Man presenting

We hope you will have seen our recent job advertisements for 3 Assistant Professorship positions (called Departmental Research Lecturers in Oxford) and 3 Postdoctoral Researcher Positions in demography. For details see: Assistant Professor and Postdoctoral

Just what are we looking for? We are a new interdisciplinary demographic science centre with the aim is to be disruptive and realign conventional thinking.This demands working in a highly interdisciplinary space, using new types of data or combining old and new thinking in surprising ways. We interpret demography widely to cover a range of topics related to population growth and shrinkage, migration, longevity and ageing, fertility, household change, climate change, employment and beyond. You will need to be open and excited about actively working with people from demography, sociology, molecular genetics, economics, history, philosophy, marketing, business, criminology, statistics, econometrics and computer science.

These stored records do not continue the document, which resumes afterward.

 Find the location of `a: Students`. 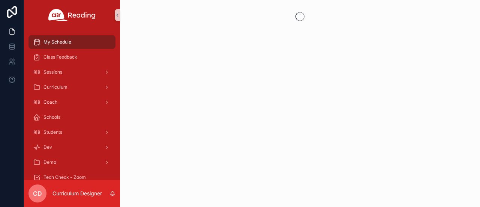

a: Students is located at coordinates (72, 132).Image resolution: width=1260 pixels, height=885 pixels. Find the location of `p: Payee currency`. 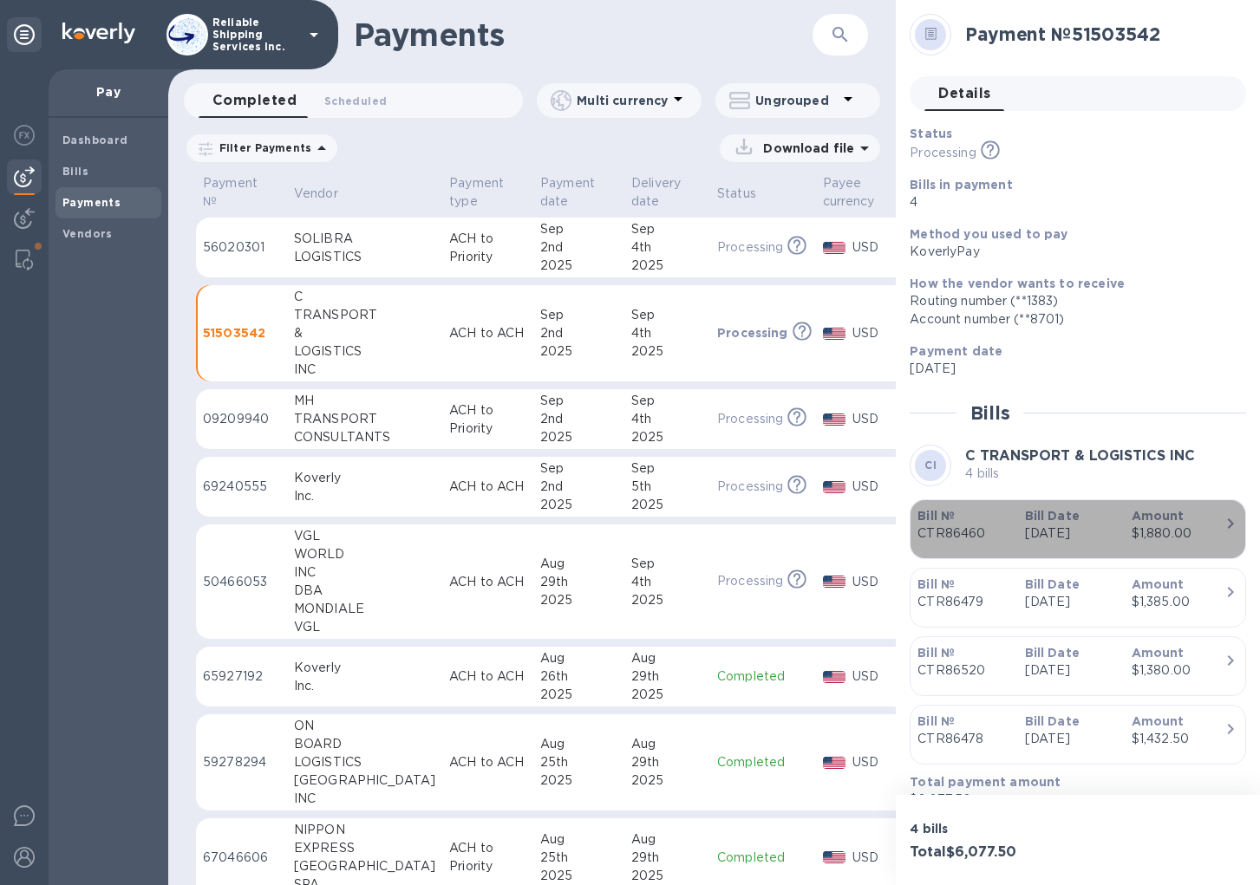

p: Payee currency is located at coordinates (849, 192).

We challenge you to bring interesting new and risky ideas of how you would like to build an independent research line within the centre. Do you have an idea of how you could use social media data to track demographic events? Are there geographic or historical approaches or data that can bear new light on fundamental demographic questions? Are you interested in asking new questions in the realms of molecular genetics, statistics and demography that can expand our knowledge?

We lead innovation by example. Our Director Melinda Mills pushes boundaries by combining demography, sociology and molecular genetics, such as in her ERC-funded SOCIOGENOME project and ways of looking at genetics. Digital and computational demography co-leader, Ridhi Kashyap, uses digital and social media data, microsimulation and agent-based models to answer questions about gender equity and demography. Sir David Hendry, co-leader of the theme on environmental context, demography and climate infuses econometric methods, modelling, computing and forecasting. Sociologist Richard Breen (co-leader causality theme) has introduced new methods and ways of thinking in the study of education, inequality, social stratification and mobility. Luciano Floridi (co-leader theme on ethics, truth and trust) asks core questions about computer ethics and the philosophy of technology in his Digital Ethics Lab. Augustine Kong, former head of research at deCODE genetics until recently joining Oxford, has pushed multiple boundaries in statistical methods and understanding of genetics.